Wharton must revoke its decision of ‘banning’ Modi

In another reprehensible exhibition of warped totalitarian behaviour, a section of the Indian expatriate community in the US has yet again demonstrated its evil propensity to indulge in crafty manipulation to subvert the right to be heard of its opponents. Wharton’s decision orchestrated by a parochial Indian lobby to retract its invitation to Narendra Modi, a three-time chief minister of Gujarat and a possible contender for prime ministership, to speak via video at the annual Wharton-India Economic Forum slated to begin on March 23 is an unequivocal example of this boorish tendency.

Of late, it has become the norm for Indian-origin academics and students at prominent US universities to deny their ideological adversaries from back home a platform at these institutions by resorting to ham-handed tactics that belong to back alleys in lieu of a civilised dialogue. In 2011, a Harvard don and her Indian watering boys managed to coerce the Harvard establishment into revoking Subramanian Swamy’s privilege to teach his customary economics course. His crime: a controversial op-ed titled, How to Wipe Out Islamic Terror, that he had penned in an Indian daily. Regardless of the validity or invalidity of his opinion, Harvard’s decision to dock him on an unrelated matter was a gross violation of the tenet of free speech.

University of Pennsylvania (Wharton’s parent body) appears to be following this same disturbing trend. By succumbing to the illegitimate pressure mounted by an Indian clique, U Penn, as it is commonly known, has shown extremely poor judgment. In reaching its decision to bar Modi, the university has been hasty, taking at face value the contention of Modi’s detractors without subjecting their charges to a logical analysis or a factual  validation.

Invoking a rationale that is faulty, Modi’s opponents—faculty members and prominent alumni of Indian-origin in a petition—claim: “We find it astonishing that any academic and student body at the University of Pennsylvania can endorse ideas about economic development that are based on the systematic oppression of minority populations, whether in India or elsewhere.”

It is apparent that this is an outrageous inference. Modi’s economic success is a stand-alone, pristine achievement which cannot be even remotely linked to ‘systematic suppression of minority populations’. It cannot be likened to slave trade in the US of yore or British colonialism which exploited the underprivileged. Modi deserves unqualified credit for his achievements in the economic arena.

Referring to Modi’s alleged role in the Gujarat riots, the petition avers: “Recently, there have been efforts to whitewash Modi’s grim record and to grant him respectability.”

Such an allegation may have carried some weight in the immediate aftermath of the riots, but 11 years later after an intensive investigation directed by a respectable authority, the Supreme Court of India, which found no evidence of wrongdoing on Modi’s, it is redundant. Exoneration by the Supreme Court cannot be dismissed as an attempt to ‘whitewash’ a crime. Therefore, to persist with charges that have been repudiated is nothing short of bigotry and is a devious attempt to hoodwink the world at large.

Modi’s castigation at this juncture takes on a wider dimension to include the nation as a whole. Wharton’s decision cannot but be seen as a censure of the Indian electorate that has endorsed Modi three times and as an attempt to trivialise the acumen of India’s highest judicial authority. Government of India representatives, Planning Commission Deputy Chairman Montek Singh Ahluwalia and Union minister of State for IT and Communications Milind Deora must register their approval by withdrawing from the meet in the national interest.

Wharton by its faulty decision has sullied its own image and eroded its own credibility as an institution that celebrates diversity of thought. Wharton needs to rectify its mistake.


## The problem
Give again the line that contains "I want to find *computer", plus every line after it to the end of the records, unchanged.

Collected data
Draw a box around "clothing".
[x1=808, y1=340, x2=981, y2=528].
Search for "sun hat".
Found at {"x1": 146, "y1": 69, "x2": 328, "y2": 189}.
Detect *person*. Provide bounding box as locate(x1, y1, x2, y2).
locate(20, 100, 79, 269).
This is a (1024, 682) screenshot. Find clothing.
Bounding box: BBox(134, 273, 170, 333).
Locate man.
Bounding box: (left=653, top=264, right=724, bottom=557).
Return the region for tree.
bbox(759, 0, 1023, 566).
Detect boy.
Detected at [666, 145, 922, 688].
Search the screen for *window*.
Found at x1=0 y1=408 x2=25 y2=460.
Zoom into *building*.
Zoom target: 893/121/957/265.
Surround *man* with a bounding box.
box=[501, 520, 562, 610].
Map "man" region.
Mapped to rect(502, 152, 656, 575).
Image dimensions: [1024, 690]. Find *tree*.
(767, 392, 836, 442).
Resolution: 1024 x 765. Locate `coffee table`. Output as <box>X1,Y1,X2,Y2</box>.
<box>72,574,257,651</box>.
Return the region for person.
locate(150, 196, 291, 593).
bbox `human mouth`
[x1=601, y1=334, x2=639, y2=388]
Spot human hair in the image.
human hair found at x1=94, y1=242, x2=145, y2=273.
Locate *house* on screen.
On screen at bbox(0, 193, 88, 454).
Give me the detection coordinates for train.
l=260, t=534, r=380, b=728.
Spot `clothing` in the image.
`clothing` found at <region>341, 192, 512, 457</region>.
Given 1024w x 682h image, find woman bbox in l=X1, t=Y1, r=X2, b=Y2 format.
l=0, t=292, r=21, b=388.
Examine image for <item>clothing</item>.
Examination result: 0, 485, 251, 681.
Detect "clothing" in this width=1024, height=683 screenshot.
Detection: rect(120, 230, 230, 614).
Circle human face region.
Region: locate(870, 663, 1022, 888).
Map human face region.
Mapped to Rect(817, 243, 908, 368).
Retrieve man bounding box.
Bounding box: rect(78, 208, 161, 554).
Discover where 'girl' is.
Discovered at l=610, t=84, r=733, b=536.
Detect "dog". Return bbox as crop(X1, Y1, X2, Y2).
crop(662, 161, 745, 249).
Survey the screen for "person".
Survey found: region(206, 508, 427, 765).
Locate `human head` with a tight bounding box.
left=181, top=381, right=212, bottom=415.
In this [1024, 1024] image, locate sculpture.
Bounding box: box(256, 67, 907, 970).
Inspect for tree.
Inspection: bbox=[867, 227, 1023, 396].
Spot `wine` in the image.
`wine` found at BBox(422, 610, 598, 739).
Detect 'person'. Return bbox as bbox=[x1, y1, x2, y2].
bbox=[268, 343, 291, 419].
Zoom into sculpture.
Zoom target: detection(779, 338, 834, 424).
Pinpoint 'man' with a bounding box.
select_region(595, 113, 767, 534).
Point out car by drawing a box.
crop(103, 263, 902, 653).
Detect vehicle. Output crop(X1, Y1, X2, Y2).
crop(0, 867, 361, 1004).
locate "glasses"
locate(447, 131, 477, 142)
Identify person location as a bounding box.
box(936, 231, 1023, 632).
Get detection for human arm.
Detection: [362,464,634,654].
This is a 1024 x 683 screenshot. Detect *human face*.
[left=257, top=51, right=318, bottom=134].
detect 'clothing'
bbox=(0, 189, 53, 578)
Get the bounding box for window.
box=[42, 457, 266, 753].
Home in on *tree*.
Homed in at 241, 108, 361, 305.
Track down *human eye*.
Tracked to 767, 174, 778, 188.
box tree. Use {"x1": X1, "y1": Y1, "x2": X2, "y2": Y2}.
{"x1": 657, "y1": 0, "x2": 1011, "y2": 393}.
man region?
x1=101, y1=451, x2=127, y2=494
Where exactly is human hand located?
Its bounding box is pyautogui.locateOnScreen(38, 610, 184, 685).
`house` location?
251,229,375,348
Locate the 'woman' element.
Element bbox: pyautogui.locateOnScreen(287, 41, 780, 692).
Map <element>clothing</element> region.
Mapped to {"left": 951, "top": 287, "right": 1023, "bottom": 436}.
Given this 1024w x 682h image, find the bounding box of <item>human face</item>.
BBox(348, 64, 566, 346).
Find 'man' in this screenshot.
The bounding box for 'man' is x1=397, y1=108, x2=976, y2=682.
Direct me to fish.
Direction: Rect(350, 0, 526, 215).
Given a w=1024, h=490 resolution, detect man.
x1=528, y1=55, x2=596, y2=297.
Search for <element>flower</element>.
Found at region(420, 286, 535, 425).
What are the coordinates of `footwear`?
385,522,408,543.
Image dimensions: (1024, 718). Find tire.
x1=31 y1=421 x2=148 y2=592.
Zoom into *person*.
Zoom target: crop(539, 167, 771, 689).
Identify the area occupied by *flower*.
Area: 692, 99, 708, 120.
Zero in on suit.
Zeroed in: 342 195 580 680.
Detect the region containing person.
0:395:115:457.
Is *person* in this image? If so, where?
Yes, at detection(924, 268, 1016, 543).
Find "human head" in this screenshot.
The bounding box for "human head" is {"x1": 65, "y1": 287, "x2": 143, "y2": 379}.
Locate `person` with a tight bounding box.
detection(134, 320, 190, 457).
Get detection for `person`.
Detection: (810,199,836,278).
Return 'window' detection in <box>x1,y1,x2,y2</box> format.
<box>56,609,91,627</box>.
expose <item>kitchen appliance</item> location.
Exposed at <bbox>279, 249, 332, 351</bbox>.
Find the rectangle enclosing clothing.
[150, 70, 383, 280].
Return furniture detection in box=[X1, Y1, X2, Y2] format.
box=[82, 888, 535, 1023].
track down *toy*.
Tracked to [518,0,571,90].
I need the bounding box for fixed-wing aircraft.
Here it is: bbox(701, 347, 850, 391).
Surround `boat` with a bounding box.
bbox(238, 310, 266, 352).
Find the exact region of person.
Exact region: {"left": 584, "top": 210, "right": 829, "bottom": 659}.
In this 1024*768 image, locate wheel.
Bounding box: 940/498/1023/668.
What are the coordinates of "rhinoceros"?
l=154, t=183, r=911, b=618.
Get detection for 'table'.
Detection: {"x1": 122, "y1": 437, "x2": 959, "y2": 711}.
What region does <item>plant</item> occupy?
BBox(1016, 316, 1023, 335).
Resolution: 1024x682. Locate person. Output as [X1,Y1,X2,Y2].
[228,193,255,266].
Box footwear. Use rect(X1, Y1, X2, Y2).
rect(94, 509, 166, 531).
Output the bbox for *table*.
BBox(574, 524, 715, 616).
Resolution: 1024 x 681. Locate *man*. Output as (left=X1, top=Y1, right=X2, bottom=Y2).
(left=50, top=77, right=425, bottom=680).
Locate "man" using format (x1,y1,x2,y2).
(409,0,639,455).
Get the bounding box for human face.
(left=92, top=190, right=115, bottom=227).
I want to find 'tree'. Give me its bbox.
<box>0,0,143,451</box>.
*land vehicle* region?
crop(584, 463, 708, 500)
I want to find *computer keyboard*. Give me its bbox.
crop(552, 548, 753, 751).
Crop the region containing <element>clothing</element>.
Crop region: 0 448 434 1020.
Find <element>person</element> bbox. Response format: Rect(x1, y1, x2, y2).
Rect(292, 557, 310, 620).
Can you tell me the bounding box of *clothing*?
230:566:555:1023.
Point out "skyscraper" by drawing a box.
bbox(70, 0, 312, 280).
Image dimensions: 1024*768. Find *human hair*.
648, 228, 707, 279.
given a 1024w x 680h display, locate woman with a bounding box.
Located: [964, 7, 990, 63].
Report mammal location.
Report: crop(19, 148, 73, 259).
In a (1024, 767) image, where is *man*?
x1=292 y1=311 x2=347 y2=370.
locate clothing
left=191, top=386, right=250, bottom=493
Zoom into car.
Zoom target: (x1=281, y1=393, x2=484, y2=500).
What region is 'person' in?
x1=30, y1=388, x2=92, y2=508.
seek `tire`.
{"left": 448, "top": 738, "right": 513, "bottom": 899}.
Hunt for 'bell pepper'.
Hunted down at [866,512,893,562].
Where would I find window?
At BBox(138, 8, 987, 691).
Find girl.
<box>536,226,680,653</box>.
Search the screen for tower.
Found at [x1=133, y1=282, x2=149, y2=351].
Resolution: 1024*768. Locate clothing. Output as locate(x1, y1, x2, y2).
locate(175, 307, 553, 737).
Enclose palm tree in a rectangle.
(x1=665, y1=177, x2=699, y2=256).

## Result of this exercise
I want to find *computer keyboard*. Give me its bbox.
crop(552, 548, 753, 751).
Crop the region containing <element>clothing</element>.
Crop region: 0 448 434 1020.
Find <element>person</element> bbox. Response format: Rect(x1, y1, x2, y2).
Rect(292, 557, 310, 620).
Can you tell me the bounding box of *clothing*?
230:566:555:1023.
Point out "skyscraper" by drawing a box.
bbox(70, 0, 312, 280).
Image dimensions: 1024*768. Find *human hair*.
648, 228, 707, 279.
given a 1024w x 680h display, locate woman with a bounding box.
Located: [964, 7, 990, 63].
Report mammal location.
Report: crop(19, 148, 73, 259).
In a (1024, 767) image, where is *man*?
x1=292 y1=311 x2=347 y2=370.
locate clothing
left=191, top=386, right=250, bottom=493
Zoom into car.
Zoom target: (x1=281, y1=393, x2=484, y2=500).
What region is 'person' in?
x1=30, y1=388, x2=92, y2=508.
seek `tire`.
{"left": 448, "top": 738, "right": 513, "bottom": 899}.
Hunt for 'bell pepper'.
Hunted down at [866,512,893,562].
Where would I find window?
At BBox(138, 8, 987, 691).
Find girl.
<box>536,226,680,653</box>.
Search the screen for tower.
Found at [x1=133, y1=282, x2=149, y2=351].
Resolution: 1024*768. Locate clothing. Output as locate(x1, y1, x2, y2).
locate(175, 307, 553, 737).
Enclose palm tree in a rectangle.
(x1=665, y1=177, x2=699, y2=256).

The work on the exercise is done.